Saturday, November 23, 2013

Our Childhood Fears

I cannot explain why this artist's depiction shows me
in striped pajamas. I never in my life have worn striped
pajamas.  The creature under the bed, however, is rendered
with excruciating accuracy.
Who among us can honestly report he was not afraid of what was under his own bed?  Many is the night I spend cowering under the cover, my bladder filled to bursting like a water balloon, too terrified to set foot on the floor because I knew, just knew, that something was waiting under there to get me.  This thing, I knew, played by certain rules which it was unable or unwilling to break.  For example, although it was as aware of my presence above the bed as I of its below, and although its appetite for little boys was as urgent as my need to pee, it would not, under any circumstance, slither out from under and just grab me on top.  It could only wait.  And its patience was terrible.  Terrible.

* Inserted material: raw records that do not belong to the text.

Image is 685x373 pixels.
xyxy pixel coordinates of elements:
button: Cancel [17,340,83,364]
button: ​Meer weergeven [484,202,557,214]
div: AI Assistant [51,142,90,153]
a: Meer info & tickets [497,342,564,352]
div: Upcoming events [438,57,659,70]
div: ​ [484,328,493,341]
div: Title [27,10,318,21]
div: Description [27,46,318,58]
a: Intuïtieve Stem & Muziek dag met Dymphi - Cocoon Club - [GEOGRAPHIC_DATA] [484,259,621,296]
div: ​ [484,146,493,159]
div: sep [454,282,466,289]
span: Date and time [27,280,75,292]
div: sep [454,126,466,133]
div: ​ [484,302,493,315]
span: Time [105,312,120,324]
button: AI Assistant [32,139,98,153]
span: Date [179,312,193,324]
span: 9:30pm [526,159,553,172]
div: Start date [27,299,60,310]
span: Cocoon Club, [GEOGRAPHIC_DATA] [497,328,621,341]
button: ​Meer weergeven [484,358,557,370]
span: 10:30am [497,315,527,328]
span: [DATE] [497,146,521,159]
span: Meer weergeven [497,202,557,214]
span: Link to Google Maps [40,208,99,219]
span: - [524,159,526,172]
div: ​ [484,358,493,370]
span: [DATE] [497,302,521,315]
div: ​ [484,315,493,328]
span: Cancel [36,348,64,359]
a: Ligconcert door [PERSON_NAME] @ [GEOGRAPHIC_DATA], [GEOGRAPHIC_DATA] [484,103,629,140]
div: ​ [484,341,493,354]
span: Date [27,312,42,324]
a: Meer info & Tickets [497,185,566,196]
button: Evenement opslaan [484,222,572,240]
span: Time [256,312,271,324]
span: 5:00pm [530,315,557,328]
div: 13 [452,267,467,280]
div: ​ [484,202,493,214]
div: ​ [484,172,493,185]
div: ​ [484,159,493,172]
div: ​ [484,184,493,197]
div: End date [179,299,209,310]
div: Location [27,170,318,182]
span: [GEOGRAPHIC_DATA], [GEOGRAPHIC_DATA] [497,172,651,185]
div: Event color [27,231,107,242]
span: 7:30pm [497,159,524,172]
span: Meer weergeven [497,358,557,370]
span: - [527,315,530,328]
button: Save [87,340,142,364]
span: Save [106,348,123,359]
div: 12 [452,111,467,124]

Looking back, I realize that it could only extend from under the bed as much as I extended out of it.  For example, if I stuck my foot over the edge as far as my ankle, it could, indeed could do nothing but, stick out a corresponding length of claw, tentacle, or mandible.

Obviously I never encountered this thing, otherwise I would not be writing this blog today, but I surmised rather conflicting things about its phenotype.  For example, it had both the oozy gelatinous quality of an under-cooked egg and the hard shiny carapace of a black stag beetle.  How both are possible, I can't say, unless it were some bedroom-dwelling relative of a soft-shell crab.

Its body, though amorphous, corresponded rigidly to the bed's dimensions, filling the space as thoroughly and precisely as if it had been a shadow.  The shadow comparison is an apt one, because being photophobic, it scuttled to whatever alternate dimension such creatures scuttle when the sun rose.  In fact, had I been able to turn on the light, I could have thumbed my nose at it with a carefree tra-la-la, but owing to some malevolent electrician's whim, the light switch had been placed on the wall by the door, diabolically out of reach of the bed, with several feet of no-man's-land hardwood flooring, intervening.

These irrational fears, thank the Lord, were only a phase, and I haven't suffered from them since my early 30s.  Now I have much more sensible fears: sinking foundations, old age, work.  I'm no longer scared of the dark; I actually find it comforting.  It's daytime that terrifies me.